We’ve all been there. Someone walks by and you catch a whiff. Maybe it’s Giorgio or Red Door layered on a little too thick…that distinct left-the-bar-at-dawn smell…or pure and simple B.O. It’s off-putting, but thankfully not lingering. Unless you’re sittin’ next to it. On a plane.
So as this story goes, regional airliner Jazz Air out of Canada “deplaned” a man for his “strong body odor”. One passenger on the Feb. 6th flight described the smell as “brutal” according to a cnn.com report. The flight was only to be about 2 hours, 21 minutes from Charlottetown to Montreal. But still. Seat back forward, baby, please return that tray table to its upright and locked position. You’re outta here.

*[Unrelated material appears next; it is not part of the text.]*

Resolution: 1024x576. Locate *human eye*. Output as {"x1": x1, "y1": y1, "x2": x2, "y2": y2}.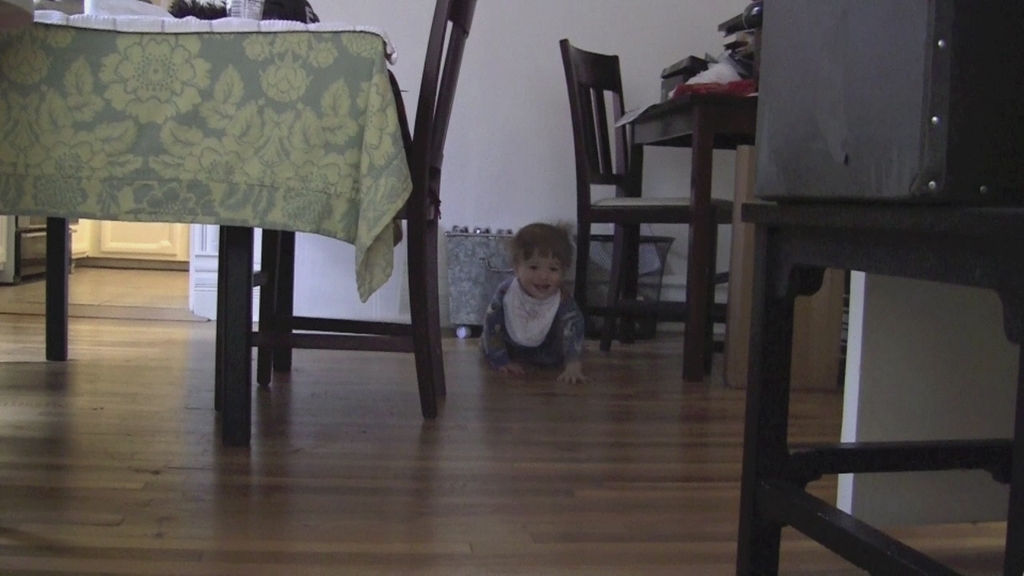
{"x1": 526, "y1": 263, "x2": 537, "y2": 270}.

This marks what appears to be a new rationale for deplaning a passenger—it used to be that a passenger needed to be a) drunk, b) unruly/belligerent, c) with screaming child in tow, or d) a terrorist suspect to get booted from a plane. Perhaps, too, on an overbooked flight there may have been an occasion where a double-occupancy physique couldn’t squeeze into a single-occupancy seat (hello, Kevin Smith). But for the most part, those were your options for getting kicked off the plane.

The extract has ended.